Part of the 2021–2022 series of the UMD Heritage Lectures, a lecture series co-sponsored by the Department of Anthropology and the School of Architecture, Planning and Preservation.
Ian Lilley
Professor Emeritus at the University of Queensland and Leiden University
Abstract
This presentation outlines a current project to revise IUCN’s Enhancing our Heritage Toolkit (EoH) and discusses the implications of such collaborations with nature conservation bodies for cultural heritage researchers and practitioners. Originally published in 2000 to improve nature conservation, the Toolkit provides a framework for assessing the effectiveness of protected area management. Moves to adapt the EoH for cultural heritage emerged in the mid-2000s, culminating in trials in Finland and Switzerland. The current project builds on that experience and related continuing efforts to integrate the conservation of natural and cultural heritage, particularly in World Heritage management. It brings together specialists from various international agencies to develop an updated “EoH 2.0” to apply to all World Heritage sites, natural, cultural and “mixed”. It will reflect developments in heritage conservation practice since the original toolkit was released and is explicitly linked with IUCN’s “Green List” best practice standards for area-based conservation. The developers are having sometimes “extreme” difficulties embracing issues common in traditional/Indigenous cultural contexts, reflecting well-documented long-term conceptual and practical struggles in this regard in nature conservation. While certainly not insulated from such troubles themselves, cultural heritage specialists can nonetheless usefully assist in such matters while at the same time learning valuable lessons from their natural heritage colleagues regarding monitoring and improving management effectiveness.
Bio
Ian Lilley is Professor Emeritus in the University of Queensland’s (UQ) School of Social Science. He moved there in “retirement” after 25 years leading the academic program in UQ’s Aboriginal and Torres Strait Islander Studies Unit, a federally-mandated support centre for Indigenous students. He is also inaugural (and now Emeritus) Willem Willems Chair for Contemporary Issues in Archaeological Heritage Management in the Faculty of Archaeology at Leiden University in the Netherlands. Ian has worked in Australasian and Indo-Pacific archaeology and heritage for about 45 years. Over the last 15 years he has become immersed in global World Heritage research and practice, especially concerning Indigenous and other traditional/descendent communities. Archaeologically he is working with French colleagues on long-term history in the French Pacific territory of New Caledonia. In Australia, he has a heritage project with Dutch partners on the WWII headquarters of the Netherlands East Indies government in exile. He also works with the US Defense POW-MIA Accounting Agency (DPAA), providing strategic advice regarding the recovery of missing US service members from WWII to the present and coordinating field missions to locate their remains.
Ian is a Fellow and immediate past Vice President and International Secretary of the Australian Academy of Humanities, a Fellow of the Society of Antiquaries of London and an elected member of the Australian Institute of Aboriginal and Torres Strait Islander Studies, a federal statutory body. He is a member of Australia ICOMOS, an ICOMOS World Heritage Assessor and immediate past Secretary-General of the ICOMOS International Committee on Archaeological Heritage Management (ICAHM). In addition, he is a member of the IUCN World Commission on Protected Areas and the IUCN Commission on Environmental, Economic and Social Policy. In these capacities, he undertakes IUCN assessments of World Heritage cultural landscapes. He is also immediate past Secretary-General of the Indo-Pacific Prehistory Association, the region's peak archaeological body, immediate past Chair of and continuing Advisor to the International Government Affairs Committee of the Society for American Archaeology, and served three consecutive terms as President of the Australian Archaeological Association. Ian's other professional interests are archaeology and social identity, archaeological ethics, and the role of archaeology and archaeological heritage in contemporary society.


Exercise brief | Copy word for word the lines of the records below, beginning at the one with "Describe the element" and finishing at the one with "has width=1172, height=608.", ends included, but none of the pictures.

Extracted entries |

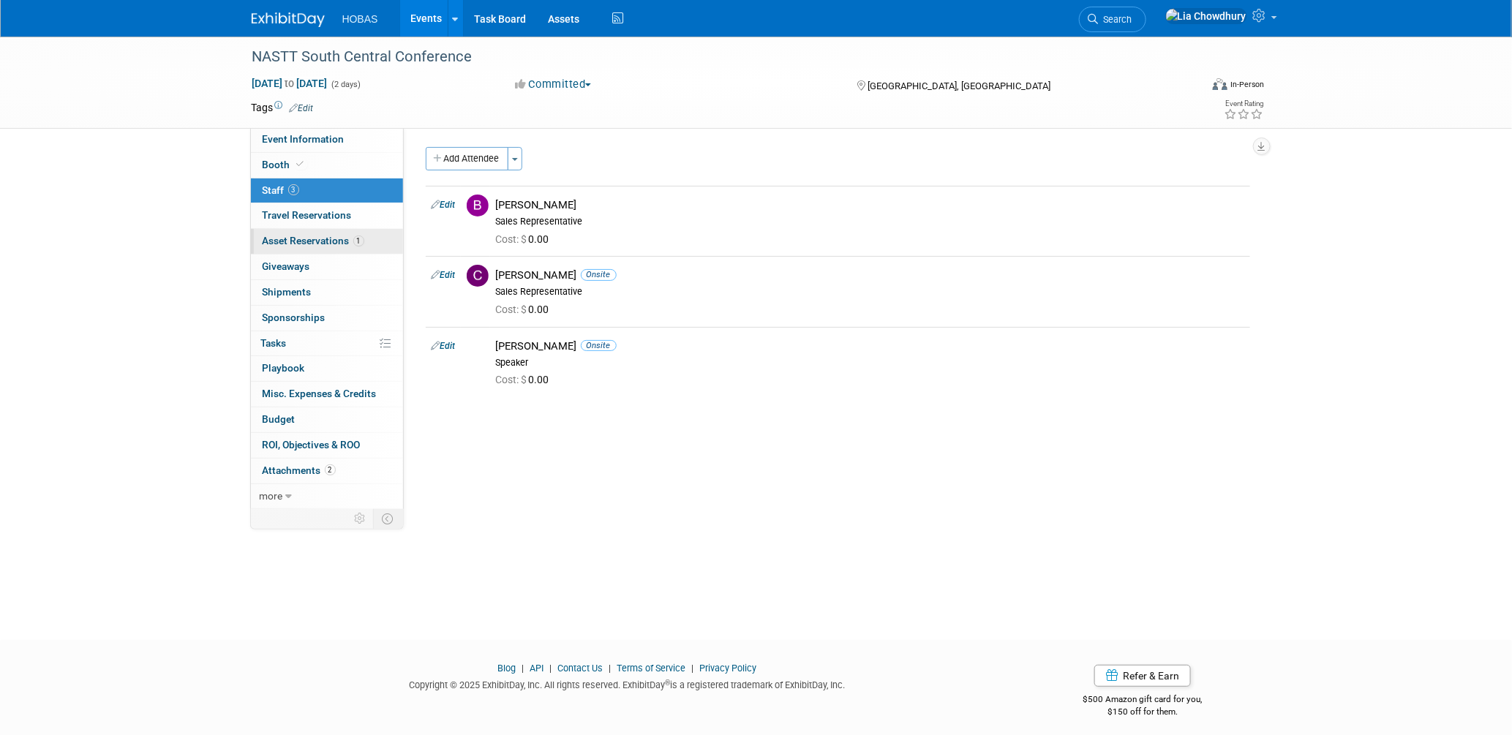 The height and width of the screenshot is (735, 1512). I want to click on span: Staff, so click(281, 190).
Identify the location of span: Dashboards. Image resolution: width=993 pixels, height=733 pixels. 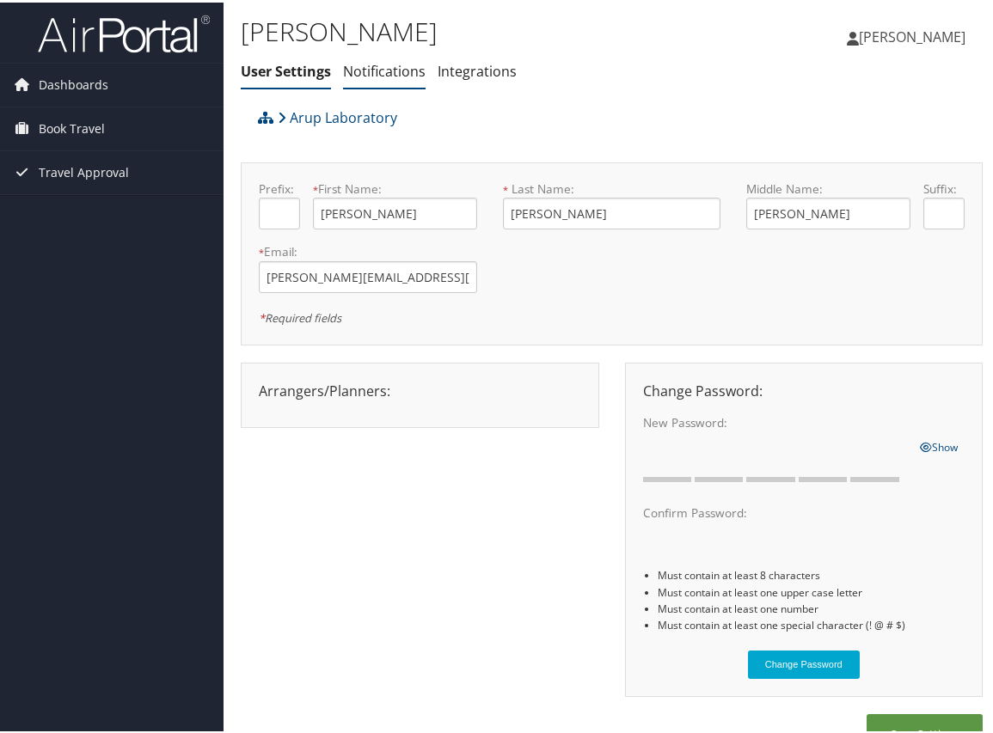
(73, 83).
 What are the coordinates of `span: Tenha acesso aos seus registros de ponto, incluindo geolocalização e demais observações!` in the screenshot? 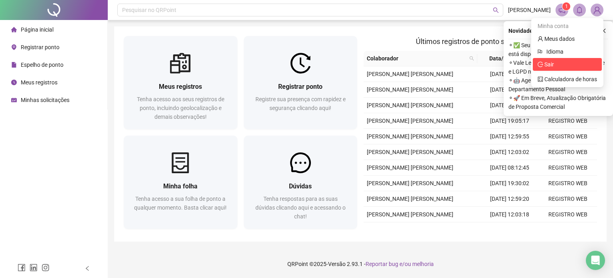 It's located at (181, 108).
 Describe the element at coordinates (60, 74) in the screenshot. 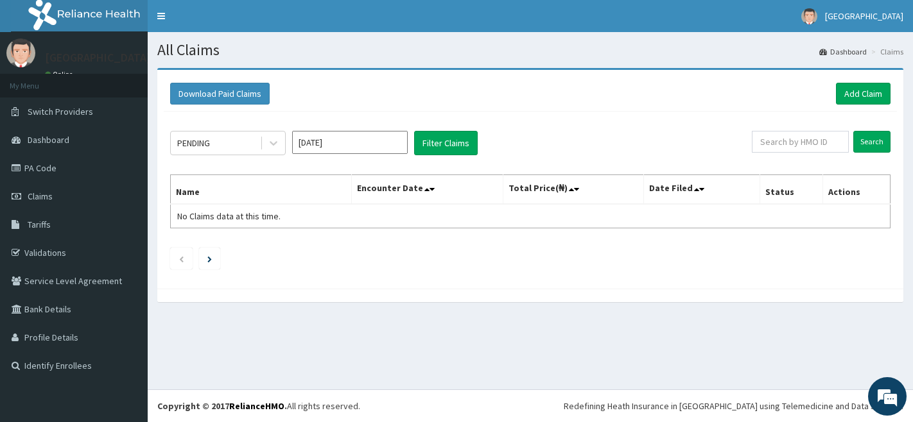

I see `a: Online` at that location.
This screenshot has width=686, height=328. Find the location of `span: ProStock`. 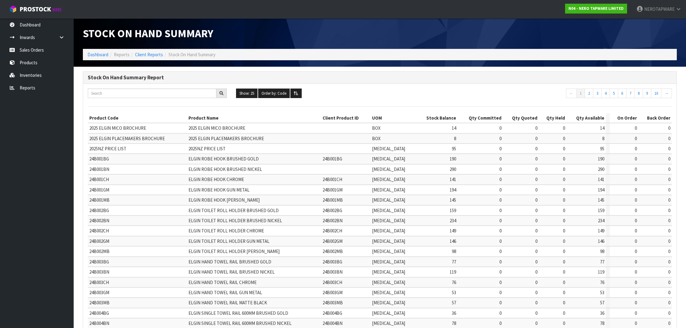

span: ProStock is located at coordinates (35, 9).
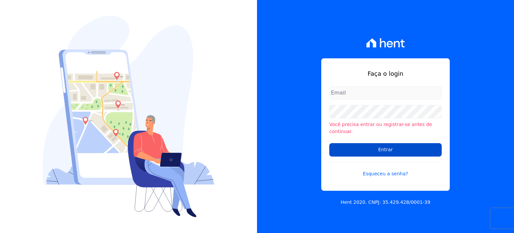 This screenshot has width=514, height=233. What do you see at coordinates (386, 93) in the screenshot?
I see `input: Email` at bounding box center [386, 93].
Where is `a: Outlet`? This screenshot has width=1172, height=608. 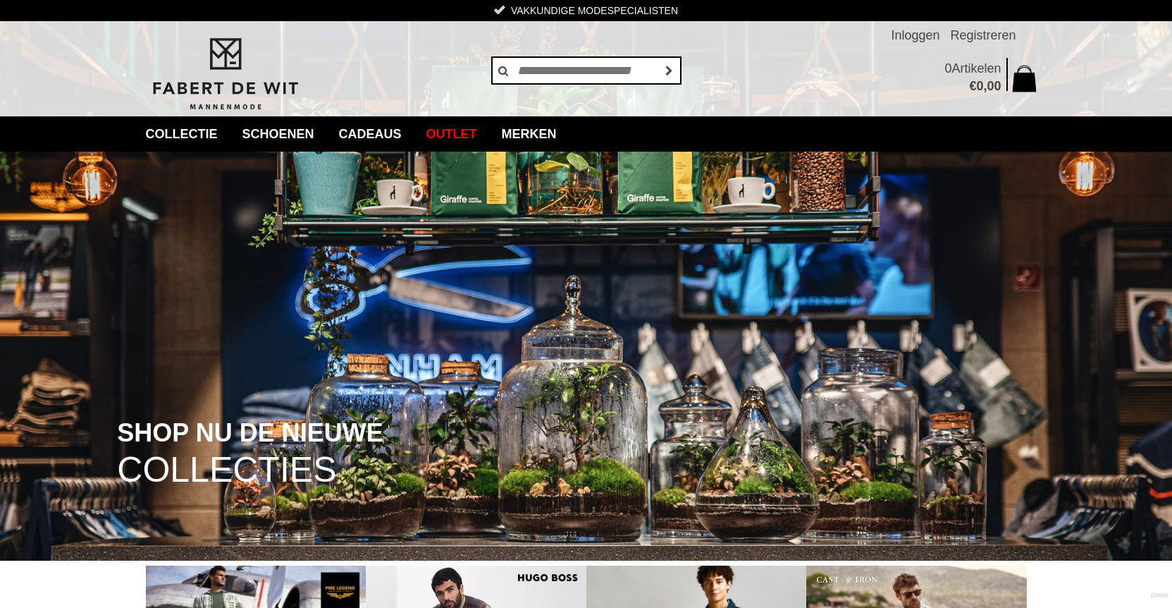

---

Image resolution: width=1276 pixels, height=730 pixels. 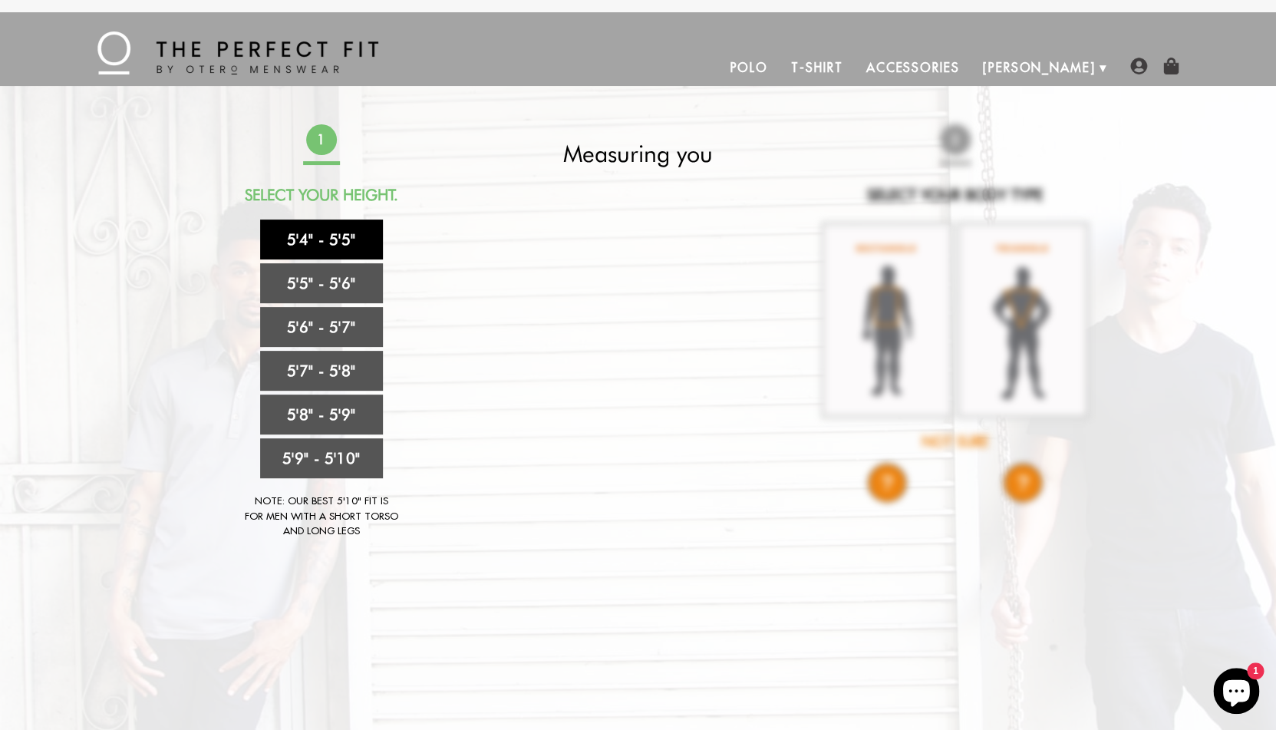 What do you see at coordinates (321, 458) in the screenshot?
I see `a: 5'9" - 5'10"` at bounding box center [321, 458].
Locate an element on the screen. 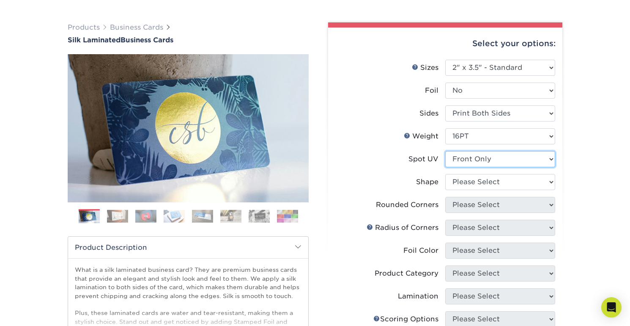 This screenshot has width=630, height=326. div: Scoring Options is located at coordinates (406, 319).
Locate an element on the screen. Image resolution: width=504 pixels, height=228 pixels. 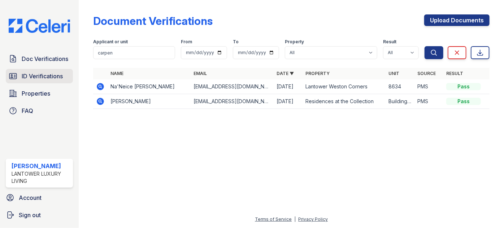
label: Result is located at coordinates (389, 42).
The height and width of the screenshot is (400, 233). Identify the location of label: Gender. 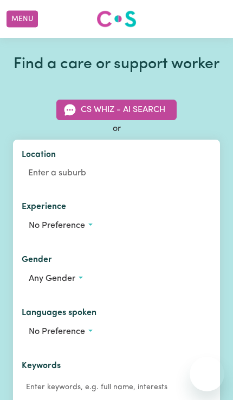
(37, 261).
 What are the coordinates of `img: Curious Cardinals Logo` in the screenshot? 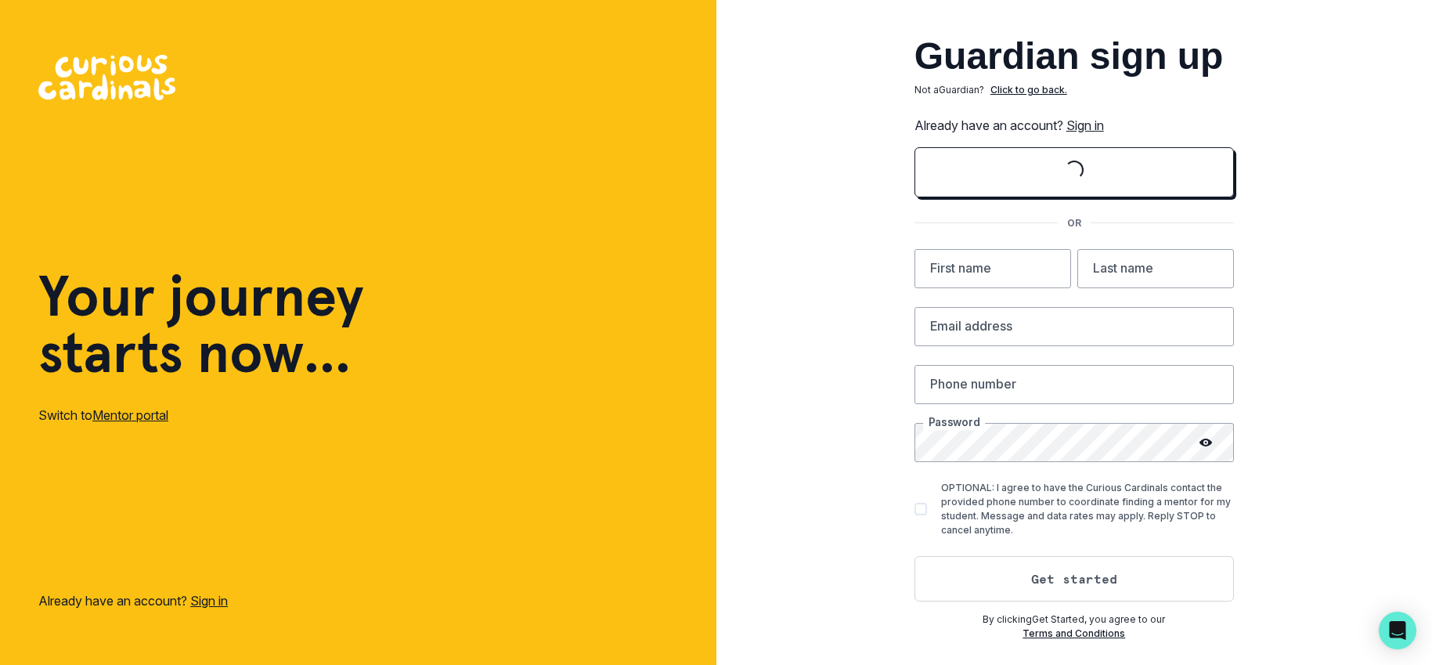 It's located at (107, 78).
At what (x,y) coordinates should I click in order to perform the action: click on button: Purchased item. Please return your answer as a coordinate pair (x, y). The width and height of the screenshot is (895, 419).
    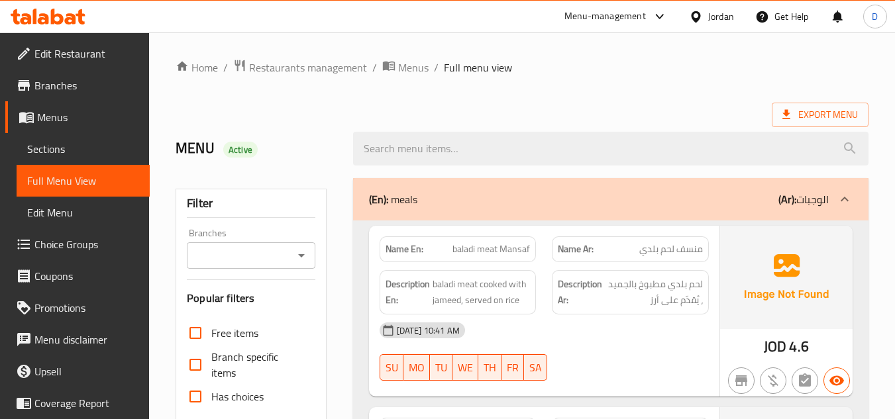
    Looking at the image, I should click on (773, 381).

Result of this task |
 Describe the element at coordinates (60, 74) in the screenshot. 

I see `a: Online` at that location.
This screenshot has width=686, height=328. Find the location of `span: ProStock`. 

span: ProStock is located at coordinates (35, 9).
 This screenshot has width=514, height=233. What do you see at coordinates (386, 93) in the screenshot?
I see `input: Email` at bounding box center [386, 93].
Where is `a: Outlet`? This screenshot has width=1172, height=608. 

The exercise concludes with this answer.